IE 11 is not supported. For an optimal experience visit our site on another browser.

Pro-Walker group’s gas and food giveaways now under investigation

A super PAC that's openly for the Republican Senate candidate handed out vouchers this summer in largely Black neighborhoods. Georgia is now investigating.

By

A super PAC that supports Georgia’s Republican nominee for the U.S. Senate, Herschel Walker, is under state investigation over its giveaways to potential voters in the lead-up to the fall midterms

Atlanta News First reported that the Georgia secretary of state’s investigation involves “potential election law violations from a series of pro-Walker events.”

The recently formed super PAC, 34N22, is openly for Walker. The group’s name is a reference to the jersey number Walker wore as an NFL player and this year’s midterms.  

Over the summer, the organization sent reps to largely Black neighborhoods to distribute vouchers at gas stations and grocery stores. The giveaways seemed like naked attempts to curry favor with a voting group Walker has spurned (more on that in a bit).

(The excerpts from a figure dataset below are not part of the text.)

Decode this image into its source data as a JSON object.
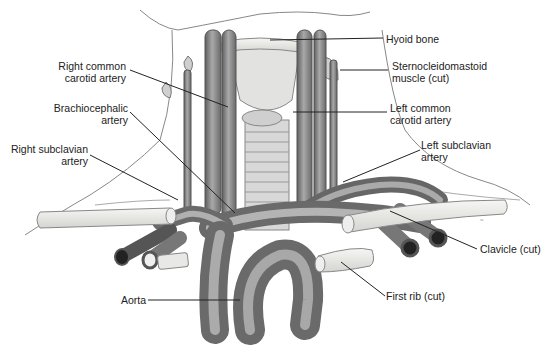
{
  "figure": {
    "labels": {
      "right_common_carotid": [
        "Right common",
        "carotid artery"
      ],
      "brachiocephalic": [
        "Brachiocephalic",
        "artery"
      ],
      "right_subclavian": [
        "Right subclavian",
        "artery"
      ],
      "aorta": [
        "Aorta"
      ],
      "hyoid": [
        "Hyoid bone"
      ],
      "sternocleidomastoid": [
        "Sternocleidomastoid",
        "muscle (cut)"
      ],
      "left_common_carotid": [
        "Left common",
        "carotid artery"
      ],
      "left_subclavian": [
        "Left subclavian",
        "artery"
      ],
      "clavicle": [
        "Clavicle (cut)"
      ],
      "first_rib": [
        "First rib (cut)"
      ]
    },
    "colors": {
      "vessel": "#8a8a8a",
      "vessel_dark": "#5a5a5a",
      "bone": "#ececec",
      "skin_line": "#777777",
      "leader": "#222222",
      "text": "#222222"
    }
  }
}
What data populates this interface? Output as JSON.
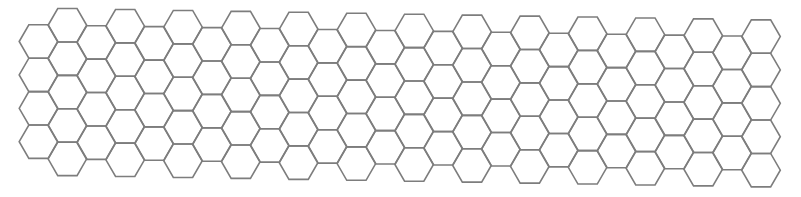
{
  "diagram": {
    "type": "hexagonal-grid",
    "orientation": "flat-top",
    "columns": 26,
    "rows_even_columns": 4,
    "rows_odd_columns": 5,
    "hex_radius": 19.3,
    "column_pitch": 28.9,
    "row_pitch": 33.4,
    "origin_x": 38.5,
    "origin_y": 41.5,
    "odd_column_offset_y": -16.7,
    "y_drift_per_column": 0.47,
    "stroke_color": "#7d7d7d",
    "stroke_width": 1.6,
    "background": "#ffffff"
  }
}
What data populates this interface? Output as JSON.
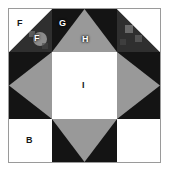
{
  "figure": {
    "name": "quilt-block-diagram",
    "border_color": "#9a9a9a",
    "background_color": "#ffffff"
  },
  "palette": {
    "light": "#ffffff",
    "medium": "#999999",
    "dark": "#141414",
    "outline": "#9a9a9a"
  },
  "labels": {
    "f_light": "F",
    "f_dark": "F",
    "g": "G",
    "h": "H",
    "i": "I",
    "b": "B"
  },
  "grid": {
    "rows": 3,
    "columns": 3,
    "cells": [
      {
        "position": "top-left",
        "name": "half-square-triangle-unit",
        "patches": [
          {
            "label": "F",
            "shade": "light",
            "shape": "triangle",
            "points": "upper-left"
          },
          {
            "label": "F",
            "shade": "dark",
            "shape": "triangle",
            "points": "lower-right"
          }
        ]
      },
      {
        "position": "top-center",
        "name": "flying-geese-unit-up",
        "patches": [
          {
            "label": "G",
            "shade": "dark",
            "shape": "background"
          },
          {
            "label": "H",
            "shade": "medium",
            "shape": "triangle",
            "points": "up"
          }
        ]
      },
      {
        "position": "top-right",
        "name": "half-square-triangle-unit",
        "patches": [
          {
            "label": "",
            "shade": "light",
            "shape": "triangle",
            "points": "upper-right"
          },
          {
            "label": "",
            "shade": "dark",
            "shape": "triangle",
            "points": "lower-left"
          }
        ]
      },
      {
        "position": "middle-left",
        "name": "flying-geese-unit-left",
        "patches": [
          {
            "label": "",
            "shade": "dark",
            "shape": "background"
          },
          {
            "label": "",
            "shade": "medium",
            "shape": "triangle",
            "points": "left"
          }
        ]
      },
      {
        "position": "center",
        "name": "center-square",
        "patches": [
          {
            "label": "I",
            "shade": "light",
            "shape": "square"
          }
        ]
      },
      {
        "position": "middle-right",
        "name": "flying-geese-unit-right",
        "patches": [
          {
            "label": "",
            "shade": "dark",
            "shape": "background"
          },
          {
            "label": "",
            "shade": "medium",
            "shape": "triangle",
            "points": "right"
          }
        ]
      },
      {
        "position": "bottom-left",
        "name": "corner-square",
        "patches": [
          {
            "label": "B",
            "shade": "light",
            "shape": "square"
          }
        ]
      },
      {
        "position": "bottom-center",
        "name": "flying-geese-unit-down",
        "patches": [
          {
            "label": "",
            "shade": "dark",
            "shape": "background"
          },
          {
            "label": "",
            "shade": "medium",
            "shape": "triangle",
            "points": "down"
          }
        ]
      },
      {
        "position": "bottom-right",
        "name": "corner-square",
        "patches": [
          {
            "label": "",
            "shade": "light",
            "shape": "square"
          }
        ]
      }
    ]
  }
}
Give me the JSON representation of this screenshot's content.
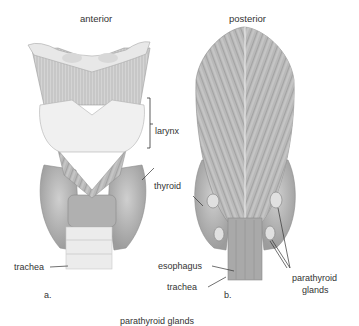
{
  "panel_a": {
    "heading": "anterior",
    "figure_label": "a.",
    "labels": {
      "larynx": "larynx",
      "thyroid": "thyroid",
      "trachea": "trachea"
    }
  },
  "panel_b": {
    "heading": "posterior",
    "figure_label": "b.",
    "labels": {
      "esophagus": "esophagus",
      "trachea": "trachea",
      "parathyroid_line1": "parathyroid",
      "parathyroid_line2": "glands"
    }
  },
  "cutoff_caption": "parathyroid glands",
  "colors": {
    "tissue_light": "#e6e6e6",
    "tissue_mid": "#bdbdbd",
    "tissue_dark": "#9a9a9a",
    "gland": "#cfcfcf",
    "line": "#333333"
  }
}
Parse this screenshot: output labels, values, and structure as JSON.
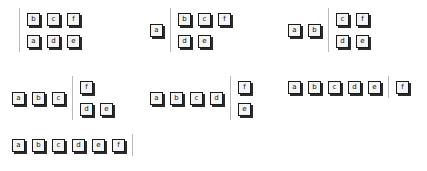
{
  "diagram": {
    "tile_letters": [
      "a",
      "b",
      "c",
      "d",
      "e",
      "f"
    ],
    "colors": {
      "tile_fill": "#f4f4f4",
      "tile_border": "#1a1a1a",
      "tile_shadow": "#2b2b2b",
      "divider": "#b9b9b9",
      "background": "#ffffff",
      "text": "#111111"
    },
    "steps": [
      {
        "id": "step-1",
        "x": 12,
        "y": 8,
        "sorted": [],
        "unsorted_row1": [
          "b",
          "c",
          "f"
        ],
        "unsorted_row2": [
          "a",
          "d",
          "e"
        ],
        "unsorted_row1_offset": 0,
        "unsorted_row2_offset": 0
      },
      {
        "id": "step-2",
        "x": 150,
        "y": 8,
        "sorted": [
          "a"
        ],
        "unsorted_row1": [
          "b",
          "c",
          "f"
        ],
        "unsorted_row2": [
          "d",
          "e"
        ],
        "unsorted_row1_offset": 0,
        "unsorted_row2_offset": 0
      },
      {
        "id": "step-3",
        "x": 288,
        "y": 8,
        "sorted": [
          "a",
          "b"
        ],
        "unsorted_row1": [
          "c",
          "f"
        ],
        "unsorted_row2": [
          "d",
          "e"
        ],
        "unsorted_row1_offset": 0,
        "unsorted_row2_offset": 0
      },
      {
        "id": "step-4",
        "x": 12,
        "y": 76,
        "sorted": [
          "a",
          "b",
          "c"
        ],
        "unsorted_row1": [
          "f"
        ],
        "unsorted_row2": [
          "d",
          "e"
        ],
        "unsorted_row1_offset": 0,
        "unsorted_row2_offset": 0
      },
      {
        "id": "step-5",
        "x": 150,
        "y": 76,
        "sorted": [
          "a",
          "b",
          "c",
          "d"
        ],
        "unsorted_row1": [
          "f"
        ],
        "unsorted_row2": [
          "e"
        ],
        "unsorted_row1_offset": 0,
        "unsorted_row2_offset": 0
      },
      {
        "id": "step-6",
        "x": 288,
        "y": 76,
        "sorted": [
          "a",
          "b",
          "c",
          "d",
          "e"
        ],
        "unsorted_row1": [
          "f"
        ],
        "unsorted_row2": [],
        "unsorted_row1_offset": 0,
        "unsorted_row2_offset": 0
      },
      {
        "id": "step-7",
        "x": 12,
        "y": 134,
        "sorted": [
          "a",
          "b",
          "c",
          "d",
          "e",
          "f"
        ],
        "unsorted_row1": [],
        "unsorted_row2": [],
        "unsorted_row1_offset": 0,
        "unsorted_row2_offset": 0
      }
    ]
  }
}
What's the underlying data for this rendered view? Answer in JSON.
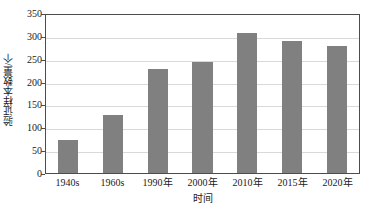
{
  "chart_data": {
    "type": "bar",
    "title": "",
    "xlabel": "时间",
    "ylabel": "验证样本数量/个",
    "categories": [
      "1940s",
      "1960s",
      "1990年",
      "2000年",
      "2010年",
      "2015年",
      "2020年"
    ],
    "values": [
      73,
      128,
      227,
      243,
      306,
      288,
      278
    ],
    "series": [
      {
        "name": "验证样本数量",
        "values": [
          73,
          128,
          227,
          243,
          306,
          288,
          278
        ]
      }
    ],
    "ylim": [
      0,
      350
    ],
    "yticks": [
      0,
      50,
      100,
      150,
      200,
      250,
      300,
      350
    ],
    "ytick_labels": [
      "0",
      "50",
      "100",
      "150",
      "200",
      "250",
      "300",
      "350"
    ],
    "grid": "horizontal",
    "legend": "none",
    "bar_color": "#808080",
    "gridline_color": "#D9D9D9",
    "axis_color": "#4C4C4C",
    "background_color": "#FFFFFF"
  }
}
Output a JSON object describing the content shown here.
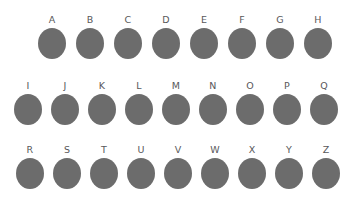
{
  "canvas": {
    "background_color": "#ffffff",
    "width": 364,
    "height": 208
  },
  "style": {
    "shape_fill_color": "#6c6c6c",
    "label_color": "#58585a",
    "shape_type": "ellipse"
  },
  "rows": [
    {
      "index": 0,
      "items": [
        {
          "label": "A"
        },
        {
          "label": "B"
        },
        {
          "label": "C"
        },
        {
          "label": "D"
        },
        {
          "label": "E"
        },
        {
          "label": "F"
        },
        {
          "label": "G"
        },
        {
          "label": "H"
        }
      ]
    },
    {
      "index": 1,
      "items": [
        {
          "label": "I"
        },
        {
          "label": "J"
        },
        {
          "label": "K"
        },
        {
          "label": "L"
        },
        {
          "label": "M"
        },
        {
          "label": "N"
        },
        {
          "label": "O"
        },
        {
          "label": "P"
        },
        {
          "label": "Q"
        }
      ]
    },
    {
      "index": 2,
      "items": [
        {
          "label": "R"
        },
        {
          "label": "S"
        },
        {
          "label": "T"
        },
        {
          "label": "U"
        },
        {
          "label": "V"
        },
        {
          "label": "W"
        },
        {
          "label": "X"
        },
        {
          "label": "Y"
        },
        {
          "label": "Z"
        }
      ]
    }
  ]
}
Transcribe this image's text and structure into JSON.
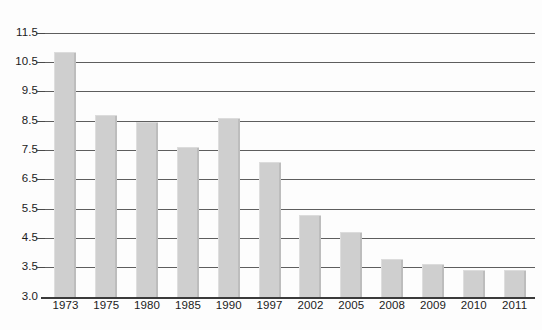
{
  "chart_data": {
    "type": "bar",
    "title": "",
    "subtitle": "",
    "xlabel": "",
    "ylabel": "",
    "categories": [
      "1973",
      "1975",
      "1980",
      "1985",
      "1990",
      "1997",
      "2002",
      "2005",
      "2008",
      "2009",
      "2010",
      "2011"
    ],
    "values": [
      10.85,
      8.7,
      8.45,
      7.6,
      8.6,
      7.1,
      5.3,
      4.7,
      3.8,
      3.6,
      3.45,
      3.45
    ],
    "series": [
      {
        "name": "",
        "values": [
          10.85,
          8.7,
          8.45,
          7.6,
          8.6,
          7.1,
          5.3,
          4.7,
          3.8,
          3.6,
          3.45,
          3.45
        ]
      }
    ],
    "ylim": [
      3.0,
      11.5
    ],
    "ytick_labels": [
      "11.5",
      "10.5",
      "9.5",
      "8.5",
      "7.5",
      "6.5",
      "5.5",
      "4.5",
      "3.5",
      "3.0"
    ],
    "ytick_values": [
      11.5,
      10.5,
      9.5,
      8.5,
      7.5,
      6.5,
      5.5,
      4.5,
      3.5,
      3.0
    ],
    "grid": true,
    "grid_axis": "y",
    "legend": false,
    "legend_position": "none",
    "bar_color": "#cfcfcf",
    "grid_color": "#5e5e5e",
    "axis_color": "#3a3a3a",
    "text_color": "#1b1b1b",
    "background": "#fdfdfd",
    "annotations": []
  }
}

A spokesperson for 34N22 has said the giveaways are meant to help African Americans cope with inflation and gas prices, despite the fact Walker himself has repeatedly railed against measures passed by Democrats to help people do the same. (In a Sept. 30 letter to the Georgia secretary of state’s office, an attorney for the group said the giveaways had nothing to do with voting.)

In June, The Atlanta Journal-Constitution described one of the gas giveaways as an explicitly pro-Walker affair: 

Motorists in the heavily Democratic area were handed vouchers — a combined $4,000 worth — along with flyers promoting Walker, a former football player who is now the Republican nominee. Outside the gas station, volunteers held signs declaring “Warnock isn’t working.”

Walker is a slavish supporter of former President Donald Trump, and he has publicly berated Black people for everything from purported inclinations toward violence to insufficient parenting — rich claims from a man who has been accused of both. In other words: He has an awful rapport with Black people. Walker’s abysmal polling among Black folks this summer confirmed as much. 

But 34N22’s gimmick seems clear: associate Walker with compassion and generosity while his party is pushing for spending and tax cuts that are likely to hurt Black people disproportionately.

Nonetheless, Georgia Democrats and voting rights activists have noted the absurdity here: Georgia Republicans passed a law last year that bans people from handing out water and food to voters waiting in line, but giving money to potential voters is OK? 

Right-wing activist Angela Stanton-King helped feed suspicion that Walker was behind the vouchers when she stood outside a gas station this summer and said Walker had personally authorized the giveaways. That would violate election laws restricting contact between super PACs and the candidates they support. (The Walker campaign has denied being involved in the giveaways.)

Walker and his Democratic opponent, Sen. Raphael Warnock, appear to be neck and neck, if you believe recent polls. The pro-Walker giveaways were an early sign that Walker’s allies knew they’d need to shed some of Warnock’s Black support to eke out a victory. This method may prove both ineffective and illegal in the long run.